As an institutional nod to pop culture, the show is a far cry from, say, the exhibition of Star Wars props and regalia held at the Toledo Museum of Art in 2001. It’s not a shallow or obvious attempt to goose the box office. And yet, there’s something about the Murakami exhibition that calls for caveats.

The show indicates little about the artist’s growth and evolution. It zooms to a high point of visual and technical accomplishment and stays there. You don’t get much of a sense of Murakami’s struggles and breakthroughs.

As noted above, however, the impact of Murakami’s maximalist aesthetic gradually dissipates across the long haul of a very big show. It leaves you curious, even hungry, to see variations in his output that go beyond turning up the amplifier.

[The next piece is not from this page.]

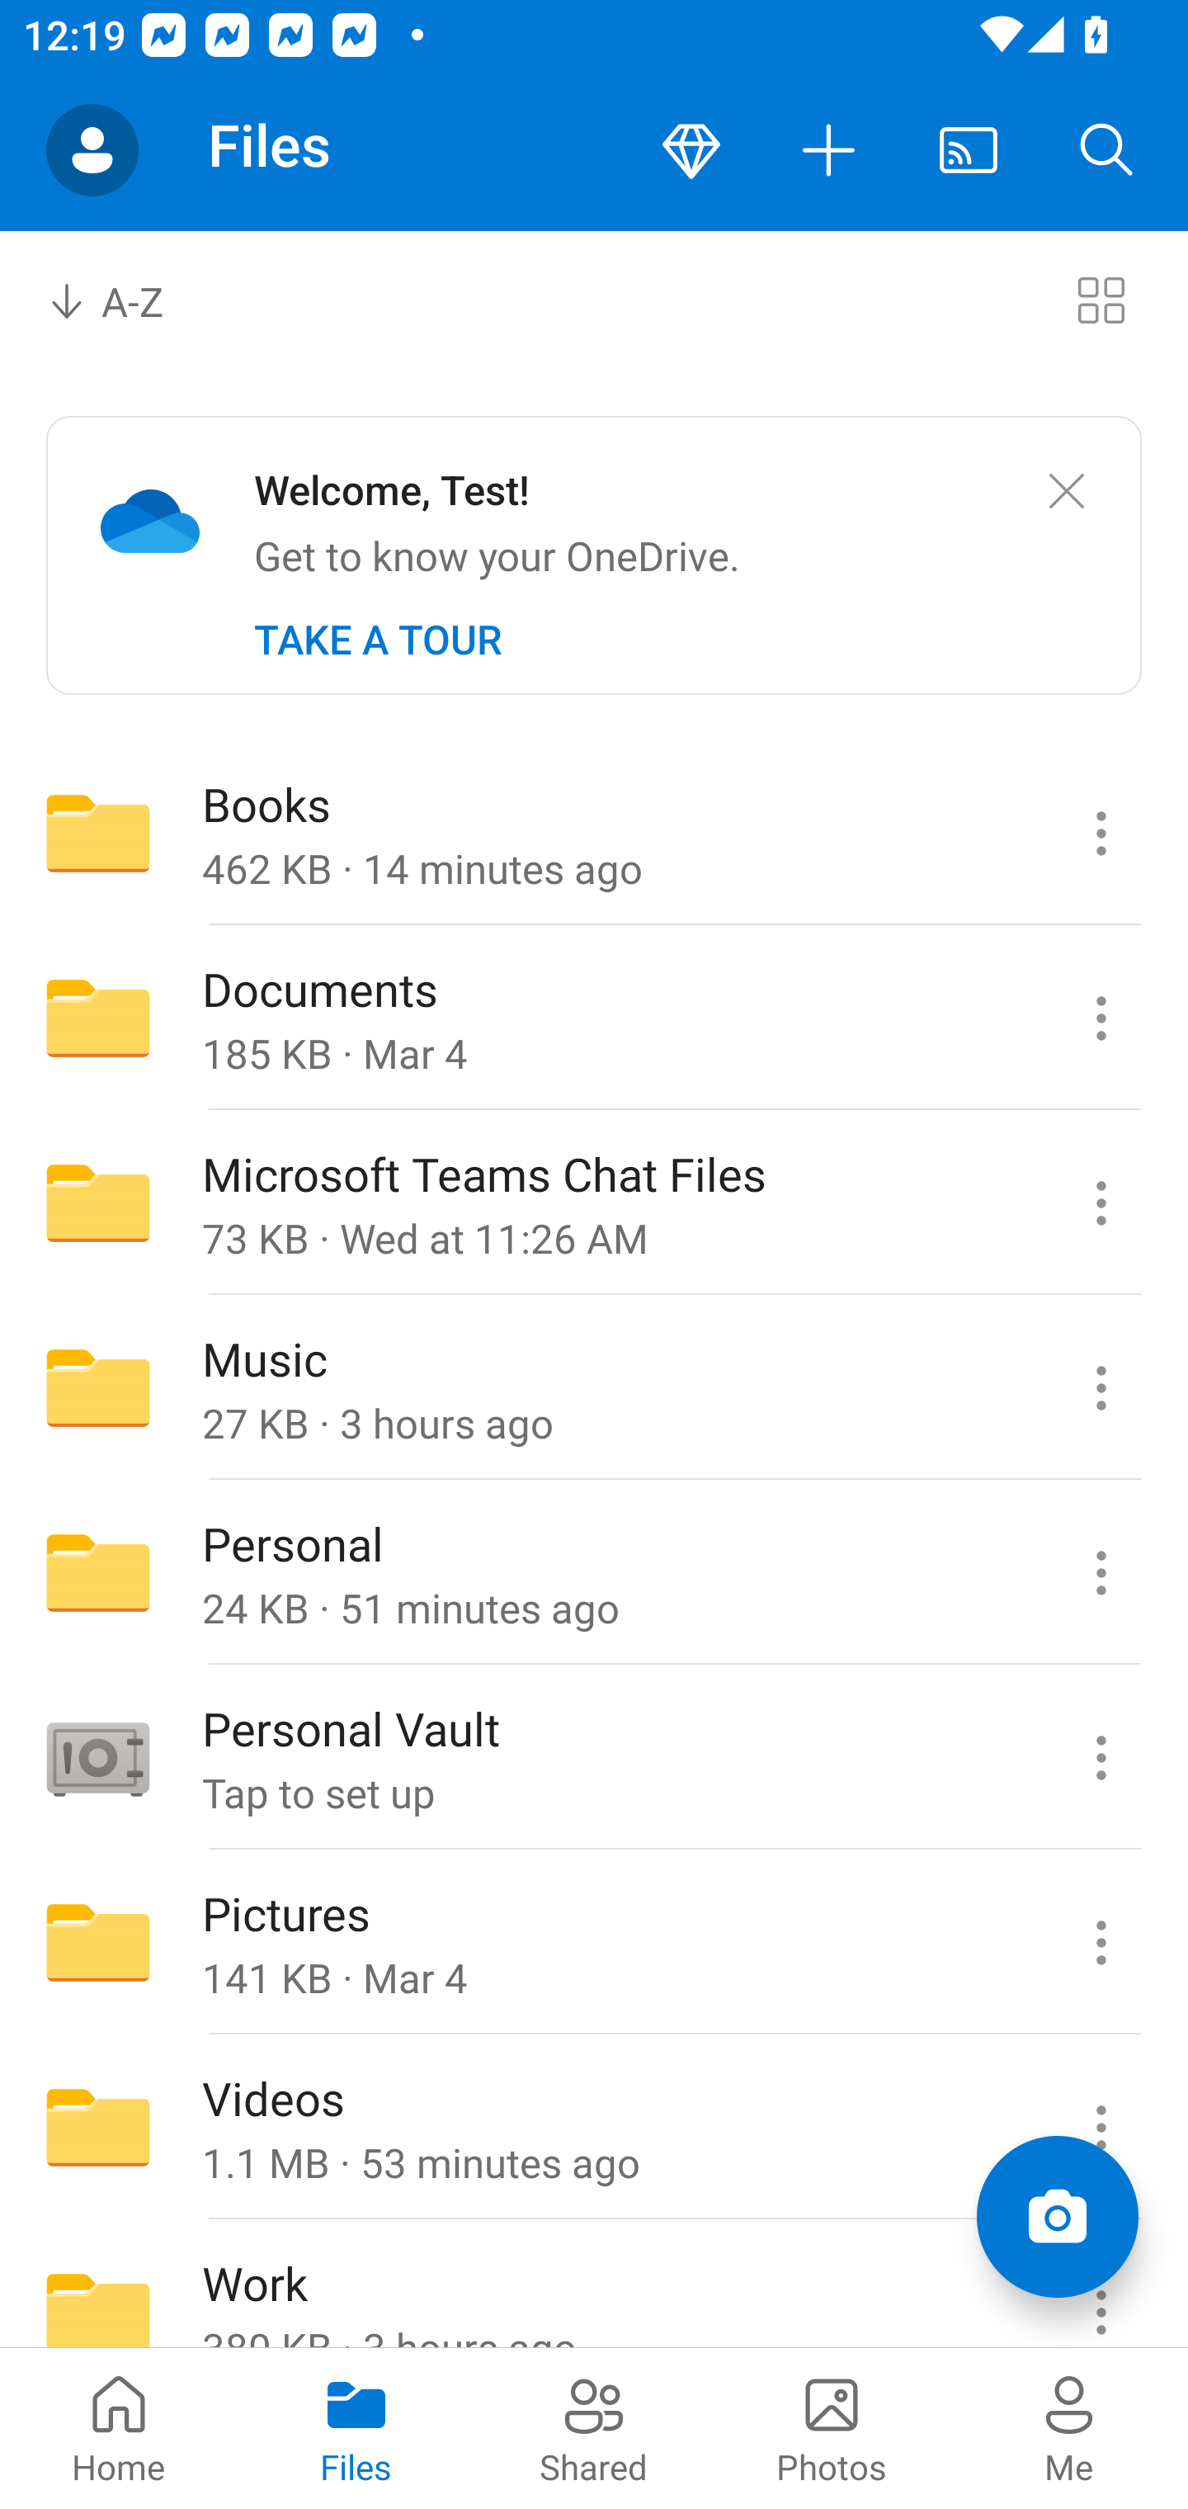  Describe the element at coordinates (594, 1943) in the screenshot. I see `Folder Pictures 141 KB · Mar 4 Pictures commands` at that location.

The show also suggests Murakami is aware of a need to break out of his impulse to wow his audience at every second with big, wall-filling paintings and highly detailed sculptures. For example, the exhibition includes an intriguing series of Murakami reproductions of rustic-style Japanese ceramics that he admires. The contrast with the high-wire perfectionism of the rest of his show is clear, but the installation of ceramics doesn’t click meaningfully with the big paintings displayed nearby. What is Murakami really trying to say here?

The ultimate question raised by the museum’s devotion of so much time and space to Murakami is whether his art has real staying power. Will viewers find it compelling 100 or 200 years from now? Is he touching his audience as deeply and as emotionally as Kusama, whose works were shown in Cleveland in 2018, or earlier Japanese masters such as the 19th-century woodblock printmakers Utagawa Hiroshige and Katsushika Hokusai?

The Cleveland museum, given its global reach and the 6,000 years’ worth of art in its permanent collection, makes it an ideal place to consider those questions, which for now must remain open-ended.

Meanwhile, the museum’s collaboration with Murakami is breaking new ground for an institution that, back in Sherman Lee’s day, never had the space or the inclination to try anything quite like it.

Steven Litt, a native of Westchester County, New York, is an award-winning independent journalist specializing in art, architecture and city planning. He covered those topics for The News & Observer in Raleigh, N.C., from 1984 to 1991, and for The Plain Dealer from 1991 to 2024. He has also written for ARTnews, Architectural Record, Metropolis, and other publications.